Boris Romantschenko Wiki – Biography
Boris Romantschenko, a Ukrainian man who survived the Nazi Holocaust during World War Two, has been killed during a Russian attack on the eastern city of Kharkiv.
Romantschenko died during the Russian shelling of his apartment block on Friday, relatives said.
Age
He was 96 years old
Holocaust Survivor Killed by Russian Shelling
For over three weeks, Russian forces have been relentlessly shelling Kharkiv, which lies just 30 miles (50km) from the border.
At least 500 civilians have now been killed there, Ukrainian officials say.
Police said one of the victims had been identified as a nine-year-old boy.
The Buchenwald and Mittelbau-Dora Memorials Foundation said it was “deeply disturbed” by Mr Romantschenko’s death.
The organization, Mr Romantschenko was vice-president, announced the news after being informed by his family and said he had “worked intensely on the memory of Nazi crimes.”
“We mourn the loss of a close friend. We wish his son and granddaughter, who brought us the sad news, a lot of strength in these difficult times,” the foundation’s statement added.
Mr Romantschenko’s death comes more than three weeks after President Vladimir Putin sought to justify his invasion to the Russian people by telling them his goal is to”de-Nazify Ukraine.”
Western leaders have condemned these claims and pointed out that Ukraine’s president, Volodymyr Zelensky, is Jewish.
Early Life
Mr Romantschenko was born in the northeastern city of Bondari on 20 January 1926.
He was rounded up by Nazi troops after the invasion of the Soviet Union and deported to Germany in 1942, where he was forced to do hard labour, the foundation said.
After a failed escape attempt in 1943, he was sent to the Buchenwald concentration camp, where some 56,545 people were murdered before its liberation in 1945 by the allies.
He also spent time in the subcamp of Mittelbau-Dora and the infamous Bergen Belsen and Peenemünde camps.
He returned to Buchenwald in 2012 to celebrate the 67th anniversary of the camp’s liberation by US troops, where he recited the pledge made by survivors to create “a new world where peace and freedom reign.”
The Nazi regime murdered over six million Jewish people across Europe between 1941 and 1945.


# Required action
Please copy each line below that contains the string "pixels".

# Data for the task
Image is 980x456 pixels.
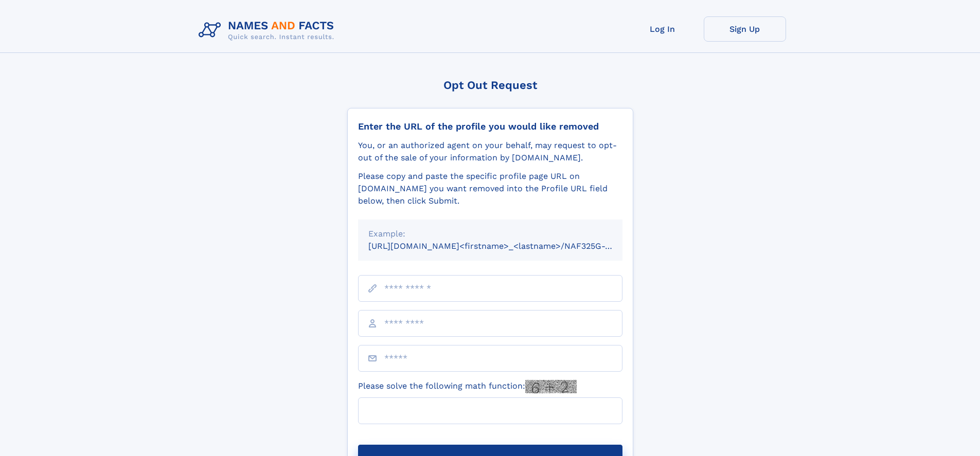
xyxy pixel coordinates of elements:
--
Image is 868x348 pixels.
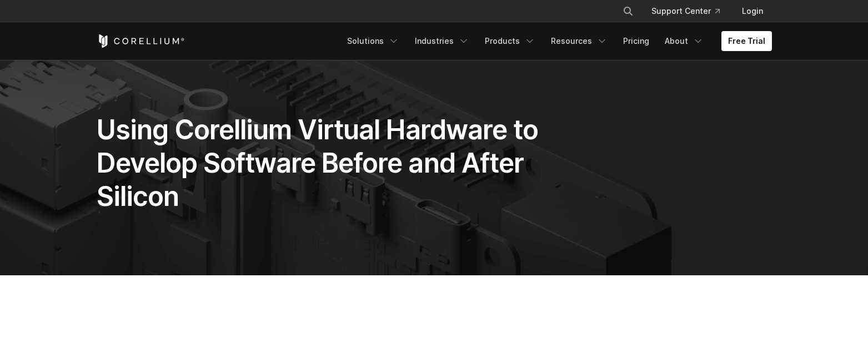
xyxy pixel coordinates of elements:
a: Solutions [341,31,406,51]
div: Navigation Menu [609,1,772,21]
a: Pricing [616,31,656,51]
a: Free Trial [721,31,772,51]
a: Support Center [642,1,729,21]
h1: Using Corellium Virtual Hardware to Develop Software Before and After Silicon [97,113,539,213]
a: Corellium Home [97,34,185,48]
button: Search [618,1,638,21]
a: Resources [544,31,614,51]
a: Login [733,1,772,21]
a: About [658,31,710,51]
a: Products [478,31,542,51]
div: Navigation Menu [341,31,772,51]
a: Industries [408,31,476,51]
* * *
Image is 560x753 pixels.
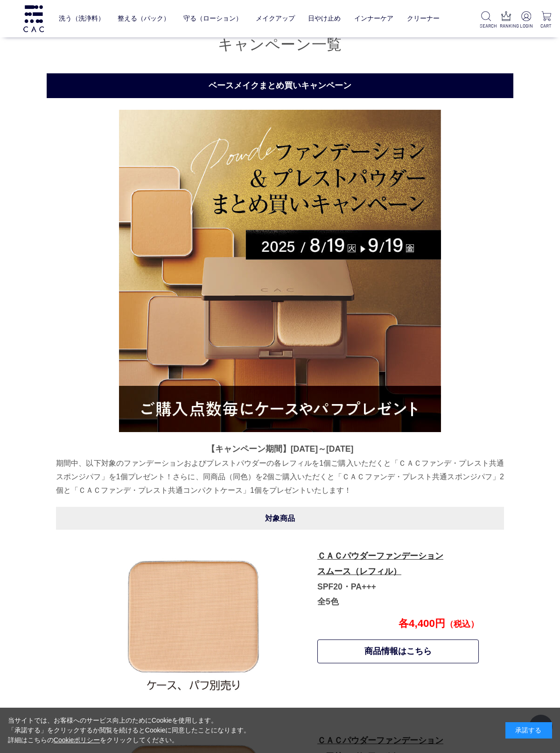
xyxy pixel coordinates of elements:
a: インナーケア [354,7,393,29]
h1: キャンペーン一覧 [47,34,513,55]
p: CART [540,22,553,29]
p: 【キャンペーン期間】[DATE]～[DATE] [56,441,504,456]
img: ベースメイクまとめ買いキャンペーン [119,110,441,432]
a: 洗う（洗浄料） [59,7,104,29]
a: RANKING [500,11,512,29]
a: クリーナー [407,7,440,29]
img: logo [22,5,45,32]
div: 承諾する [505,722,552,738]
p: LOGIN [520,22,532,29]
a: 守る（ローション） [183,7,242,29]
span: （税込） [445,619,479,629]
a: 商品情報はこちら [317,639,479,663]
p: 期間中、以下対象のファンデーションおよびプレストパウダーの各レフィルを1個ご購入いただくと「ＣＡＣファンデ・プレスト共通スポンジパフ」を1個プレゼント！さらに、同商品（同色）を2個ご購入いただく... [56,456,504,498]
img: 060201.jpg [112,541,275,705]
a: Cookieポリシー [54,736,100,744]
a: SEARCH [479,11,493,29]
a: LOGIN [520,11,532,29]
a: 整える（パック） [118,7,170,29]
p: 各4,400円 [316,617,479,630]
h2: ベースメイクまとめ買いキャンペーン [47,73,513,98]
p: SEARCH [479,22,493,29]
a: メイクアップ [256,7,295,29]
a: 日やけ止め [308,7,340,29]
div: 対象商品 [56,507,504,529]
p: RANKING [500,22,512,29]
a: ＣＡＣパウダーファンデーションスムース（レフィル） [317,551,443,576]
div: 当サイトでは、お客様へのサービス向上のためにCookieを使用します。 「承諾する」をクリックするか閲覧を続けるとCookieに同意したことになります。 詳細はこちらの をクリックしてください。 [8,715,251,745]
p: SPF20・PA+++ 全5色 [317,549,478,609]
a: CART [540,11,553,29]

# Exercise answer
Image is 980x456 pixels.
Image is 868x348 pixels.
Image is 560x753 pixels.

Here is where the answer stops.